Producer configuration is more nuanced, since the producer is governed by various timeouts depending on its internal state.
The KafkaProducer periodically retrieves the broker metadata, depending on the metadata's availability and staleness. This initial metadata retrieval attempt is blocking, and is governed by max.block.ms. Should the producer have valid broker metadata (and has skipped the batching phase governed by linger.ms), it will start its delivery attempts. The event delivery procedure duration is subsequently governed by one global delivery.timeout.ms configuration. The following configuration ensures producers behave in a time-bound fashion of 1 minute when attempting to publish events (and can be adjusted as necessary):
akka {
...
kafka {
...
producer {
...
# Ensures cleanup of producers on stream failure.
close-on-producer-stop = true
kafka-clients {
# Ensure that Kafka's inbuilt idempotent retry mechanism is
# turned off, allowing the application to react to failure
enable.idempotence = false
# Ensure metadata retrieval and individual produce attempts
# do not exceed a minute
max.block.ms=60000
delivery.timeout.ms=60000
# For an individual delivery attempt, wait 15s before
# considering the attempt as failed, and wait a further
# 5s as backoff.

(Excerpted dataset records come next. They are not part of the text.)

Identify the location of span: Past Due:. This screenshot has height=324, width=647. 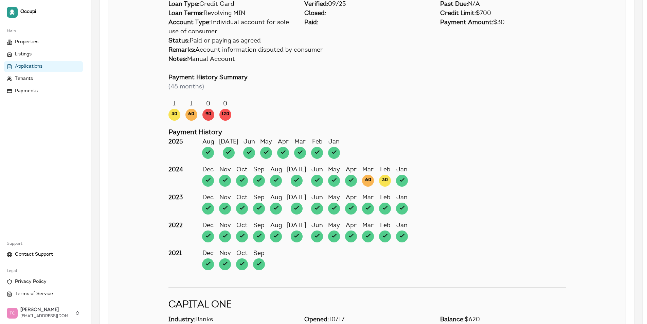
(454, 4). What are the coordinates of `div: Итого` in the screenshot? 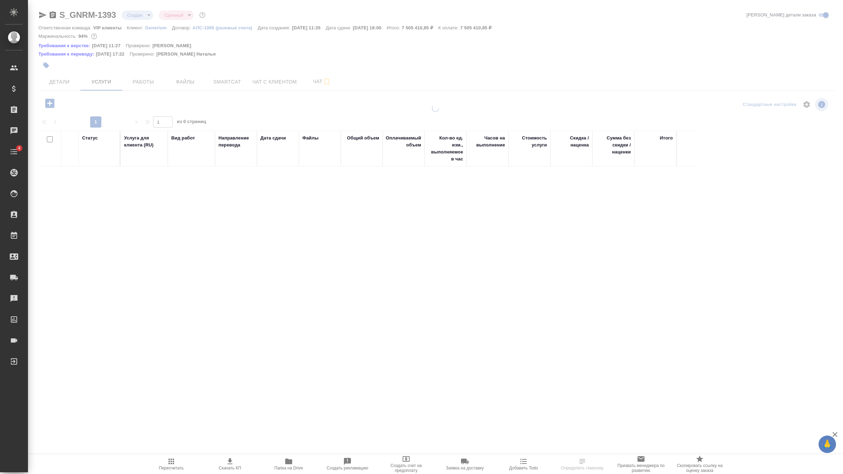 It's located at (666, 138).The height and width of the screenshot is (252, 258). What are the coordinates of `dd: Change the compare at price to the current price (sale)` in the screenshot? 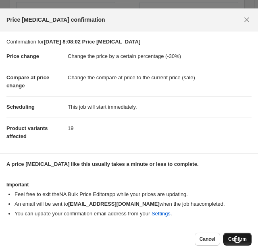 It's located at (160, 77).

Attempt delivery 4 times, exceeding
# the total time set for the global delivery effort.
retries = 4
request.timeout.ms = 15000
retry.backoff.ms=5000
# Should disconnection between the KafkaProducer and
# broker be detected, the producer will attempt to
# re-establish connection, starting with a rate of
# once every 50ms, and increasing up to 1s using an
# exponential backoff.
reconnect.backoff.ms=50
reconnect.backoff.max.ms=1000
# If order delivery is important, set this config to 1
# ensuring that event ordering is not lost during retries.

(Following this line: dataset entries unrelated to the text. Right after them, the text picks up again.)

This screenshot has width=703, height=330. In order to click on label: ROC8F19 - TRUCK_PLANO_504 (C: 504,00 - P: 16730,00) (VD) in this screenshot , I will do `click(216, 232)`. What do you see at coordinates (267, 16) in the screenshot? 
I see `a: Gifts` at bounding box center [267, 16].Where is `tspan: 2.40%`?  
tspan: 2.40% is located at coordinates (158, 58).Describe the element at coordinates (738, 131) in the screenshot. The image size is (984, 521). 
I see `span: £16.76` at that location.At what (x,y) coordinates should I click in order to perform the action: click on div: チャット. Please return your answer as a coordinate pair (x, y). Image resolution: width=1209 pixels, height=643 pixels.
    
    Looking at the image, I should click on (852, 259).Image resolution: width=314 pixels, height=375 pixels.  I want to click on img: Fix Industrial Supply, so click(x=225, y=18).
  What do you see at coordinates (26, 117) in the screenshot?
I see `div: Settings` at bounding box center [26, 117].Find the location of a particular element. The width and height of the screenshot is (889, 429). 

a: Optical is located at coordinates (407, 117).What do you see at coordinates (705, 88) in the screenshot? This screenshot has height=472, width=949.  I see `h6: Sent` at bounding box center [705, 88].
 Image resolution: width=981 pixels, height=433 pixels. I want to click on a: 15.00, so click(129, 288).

max.in.flight.requests.per.connection=1
...
}
}
}
}
As is the case with consumers, the use of actors which react to stream failure coupled with configuration which time bounds publishing efforts ensures that the application reacts to Kafka downtime.
Conclusions
The above article serves as an outline solution for ensuring that an Actor-based application leveraging Kafka via Akka streams will gracefully reconnect when faced with Kafka unavailability. The article intentionally leaves some room for manoeuvre in terms of the application’s actor implementation. Neither should this article be interpreted as providing the only solution for this problem - other equally valid solutions may be possible. Having said that, this solution has proven to be robust at Yieldstreet against downtime, both in case of short bursts of unavailability, as well as during lengthier downtime. Two last points to keep in mind;
- Should producers be required to continuously attempt to deliver the same message on failure (as opposed to reacting to failure), Kafka's enable.idempotence feature can be explored. The advantage with using this feature is that Kafka takes care of dropping duplicate events during delivery re-attempts internally. Note that using this feature will not allow the application to react to produce failures, and can still lead to event loss if the application shuts down before all pending events are published.
- Should the proposed producer solution be applied which retries message delivery during downtime (i.e. outside of Kafka's inbuilt idempotency feature), it is improbable - but possible - that multiple copies of the same event are published. It is therefore a requirement of downstream consumers to process events in idempotent fashion, i.e. skipping events which have already been processed. To achieve this, all events published should admit an update ID which uniquely identifies the update to facilitate idempotency during consumption. This suggestion of uniquely identifying updates and ensuring idempotency on the consumer’s side is a foundational solution for ensuring exactly-once semantics across distributed applications, and should be considered regardless.